Reclaiming Conversation by Sherry Turkle
Author:Sherry Turkle
Language: eng
Format: epub
Publisher: Penguin Publishing Group
Published: 2015-09-16T16:00:00+00:00
“Showing Up to Something Alive”
The college junior who spoke about appreciating the in-person classroom as “showing up to something alive” brings me back to an earlier experience studying technology for educational innovation. Over twenty-five years ago MIT launched Project Athena, an educational initiative that used computer software to substitute for traditional classroom teaching. There, too, educational reformers had the lecture in their sights. But in the 1980s, the idea for reforming the lecture wasn’t an online course but computer simulations that would substitute for demonstrations in lectures. The world of natural sciences—as well as social sciences and the humanities—could come alive, it was argued, if students felt in control of these simulations. MIT faculty were challenged to write the software themselves. Much of what they came up with gave students an experience of being able to manipulate data in a more direct way than had ever been possible before.
But there were also objections, and back then, most of them came from faculty who insisted that the lecture and live demonstration was a sacred space. Faculty talked about the importance of debating with students, responding to questions, and presenting a model for how to argue a point and respect differences. They talked about the sanctity of live demonstrations—the importance of doing science in real time. They wanted students to watch live, imperfect lectures and demonstrations and feel part of an in-person community. They saw the classroom as a place where you learned to love the “as-is” of nature as much as you love the “as-if” of the virtual. They fought hard for their lectures and live demonstrations and kept giving them. Now, a new generation, tutored in simulation, is moving toward putting those lectures and demonstrations on MOOCs.
More than years stand between us and those defenders of the live lecture and the flawed real. These are the decades in which most of our dreams have been centered on what the Internet might bring us. It is not surprising that when MOOCs arrived, we were so willing to imagine an educational revolution that looked to the perfection of virtual possibilities.
The professors who objected to Athena’s incursions into the lecture hall were also defending what Thoreau might have called a “one-chair conversation.” As teachers, they saw themselves thinking aloud, declaring openly. They wanted to lecture because they wanted their students to learn that there is not only something to know but that there are ways, and more ways, to know it and tell it. And questions after the lecture, for them, made the lecture hall also a place of friendship, collaboration, and community. For them, it was at the lecture that one-, two-, and three-chair conversations all came together.
The lecture is the easiest form of in-person pedagogy to criticize. It is the oldest form of instruction. It is the one most likely to have a passive student and an active teacher. It is the one most easily caricatured as having a teacher who might be passive as well, perhaps reading notes that were written many years ago.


YOUR OBJECTIVE:
Starting at the first line and ending at the last, output the data exactly.

Collected data entries:
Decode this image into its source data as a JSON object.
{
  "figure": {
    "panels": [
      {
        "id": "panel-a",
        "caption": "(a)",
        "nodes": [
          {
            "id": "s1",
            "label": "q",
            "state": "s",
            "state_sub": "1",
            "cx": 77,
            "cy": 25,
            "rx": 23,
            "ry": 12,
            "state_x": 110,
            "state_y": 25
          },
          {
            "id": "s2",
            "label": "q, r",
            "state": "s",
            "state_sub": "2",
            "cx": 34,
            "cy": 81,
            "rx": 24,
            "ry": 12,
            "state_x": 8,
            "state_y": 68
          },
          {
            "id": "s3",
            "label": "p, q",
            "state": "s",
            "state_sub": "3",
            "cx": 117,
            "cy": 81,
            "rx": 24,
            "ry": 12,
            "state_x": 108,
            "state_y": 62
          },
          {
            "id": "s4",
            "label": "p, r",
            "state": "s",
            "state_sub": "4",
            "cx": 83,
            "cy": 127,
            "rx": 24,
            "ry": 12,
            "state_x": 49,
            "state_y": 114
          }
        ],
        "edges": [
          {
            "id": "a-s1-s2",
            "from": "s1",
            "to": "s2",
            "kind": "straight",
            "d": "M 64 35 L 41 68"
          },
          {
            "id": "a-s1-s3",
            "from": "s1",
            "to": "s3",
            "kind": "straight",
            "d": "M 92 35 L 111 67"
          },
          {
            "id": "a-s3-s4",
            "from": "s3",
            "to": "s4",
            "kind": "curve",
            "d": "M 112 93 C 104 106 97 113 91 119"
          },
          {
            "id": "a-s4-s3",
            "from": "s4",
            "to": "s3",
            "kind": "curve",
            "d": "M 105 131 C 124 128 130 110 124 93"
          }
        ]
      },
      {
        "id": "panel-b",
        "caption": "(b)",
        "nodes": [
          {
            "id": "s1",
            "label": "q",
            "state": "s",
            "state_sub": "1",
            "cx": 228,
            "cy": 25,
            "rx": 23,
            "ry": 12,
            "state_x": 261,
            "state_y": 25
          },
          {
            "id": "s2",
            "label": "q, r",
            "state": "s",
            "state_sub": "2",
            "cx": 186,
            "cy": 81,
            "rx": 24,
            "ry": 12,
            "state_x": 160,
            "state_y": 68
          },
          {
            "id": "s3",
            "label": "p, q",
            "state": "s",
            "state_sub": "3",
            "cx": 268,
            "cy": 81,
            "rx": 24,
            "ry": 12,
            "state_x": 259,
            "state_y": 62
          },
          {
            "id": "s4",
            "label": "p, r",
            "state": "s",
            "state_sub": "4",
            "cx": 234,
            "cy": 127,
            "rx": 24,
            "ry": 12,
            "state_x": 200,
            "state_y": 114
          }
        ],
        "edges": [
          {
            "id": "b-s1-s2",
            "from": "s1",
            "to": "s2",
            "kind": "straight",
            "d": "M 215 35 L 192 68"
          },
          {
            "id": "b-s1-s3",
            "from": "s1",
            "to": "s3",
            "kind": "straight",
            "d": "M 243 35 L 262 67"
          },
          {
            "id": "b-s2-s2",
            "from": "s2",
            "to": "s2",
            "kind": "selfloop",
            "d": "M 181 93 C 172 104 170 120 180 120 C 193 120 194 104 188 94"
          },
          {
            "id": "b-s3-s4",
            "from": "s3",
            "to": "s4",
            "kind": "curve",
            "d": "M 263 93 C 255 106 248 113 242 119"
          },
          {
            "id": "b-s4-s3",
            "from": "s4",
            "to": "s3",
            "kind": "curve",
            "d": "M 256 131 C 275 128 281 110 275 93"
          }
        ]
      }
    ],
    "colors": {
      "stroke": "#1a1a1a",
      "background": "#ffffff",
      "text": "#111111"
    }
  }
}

YOUR SOLUTION:
Decode this image into its source data as a JSON object.
{
  "figure": {
    "panels": [
      {
        "id": "panel-a",
        "caption": "(a)",
        "nodes": [
          {
            "id": "s1",
            "label": "q",
            "state": "s",
            "state_sub": "1",
            "cx": 77,
            "cy": 25,
            "rx": 23,
            "ry": 12,
            "state_x": 110,
            "state_y": 25
          },
          {
            "id": "s2",
            "label": "q, r",
            "state": "s",
            "state_sub": "2",
            "cx": 34,
            "cy": 81,
            "rx": 24,
            "ry": 12,
            "state_x": 8,
            "state_y": 68
          },
          {
            "id": "s3",
            "label": "p, q",
            "state": "s",
            "state_sub": "3",
            "cx": 117,
            "cy": 81,
            "rx": 24,
            "ry": 12,
            "state_x": 108,
            "state_y": 62
          },
          {
            "id": "s4",
            "label": "p, r",
            "state": "s",
            "state_sub": "4",
            "cx": 83,
            "cy": 127,
            "rx": 24,
            "ry": 12,
            "state_x": 49,
            "state_y": 114
          }
        ],
        "edges": [
          {
            "id": "a-s1-s2",
            "from": "s1",
            "to": "s2",
            "kind": "straight",
            "d": "M 64 35 L 41 68"
          },
          {
            "id": "a-s1-s3",
            "from": "s1",
            "to": "s3",
            "kind": "straight",
            "d": "M 92 35 L 111 67"
          },
          {
            "id": "a-s3-s4",
            "from": "s3",
            "to": "s4",
            "kind": "curve",
            "d": "M 112 93 C 104 106 97 113 91 119"
          },
          {
            "id": "a-s4-s3",
            "from": "s4",
            "to": "s3",
            "kind": "curve",
            "d": "M 105 131 C 124 128 130 110 124 93"
          }
        ]
      },
      {
        "id": "panel-b",
        "caption": "(b)",
        "nodes": [
          {
            "id": "s1",
            "label": "q",
            "state": "s",
            "state_sub": "1",
            "cx": 228,
            "cy": 25,
            "rx": 23,
            "ry": 12,
            "state_x": 261,
            "state_y": 25
          },
          {
            "id": "s2",
            "label": "q, r",
            "state": "s",
            "state_sub": "2",
            "cx": 186,
            "cy": 81,
            "rx": 24,
            "ry": 12,
            "state_x": 160,
            "state_y": 68
          },
          {
            "id": "s3",
            "label": "p, q",
            "state": "s",
            "state_sub": "3",
            "cx": 268,
            "cy": 81,
            "rx": 24,
            "ry": 12,
            "state_x": 259,
            "state_y": 62
          },
          {
            "id": "s4",
            "label": "p, r",
            "state": "s",
            "state_sub": "4",
            "cx": 234,
            "cy": 127,
            "rx": 24,
            "ry": 12,
            "state_x": 200,
            "state_y": 114
          }
        ],
        "edges": [
          {
            "id": "b-s1-s2",
            "from": "s1",
            "to": "s2",
            "kind": "straight",
            "d": "M 215 35 L 192 68"
          },
          {
            "id": "b-s1-s3",
            "from": "s1",
            "to": "s3",
            "kind": "straight",
            "d": "M 243 35 L 262 67"
          },
          {
            "id": "b-s2-s2",
            "from": "s2",
            "to": "s2",
            "kind": "selfloop",
            "d": "M 181 93 C 172 104 170 120 180 120 C 193 120 194 104 188 94"
          },
          {
            "id": "b-s3-s4",
            "from": "s3",
            "to": "s4",
            "kind": "curve",
            "d": "M 263 93 C 255 106 248 113 242 119"
          },
          {
            "id": "b-s4-s3",
            "from": "s4",
            "to": "s3",
            "kind": "curve",
            "d": "M 256 131 C 275 128 281 110 275 93"
          }
        ]
      }
    ],
    "colors": {
      "stroke": "#1a1a1a",
      "background": "#ffffff",
      "text": "#111111"
    }
  }
}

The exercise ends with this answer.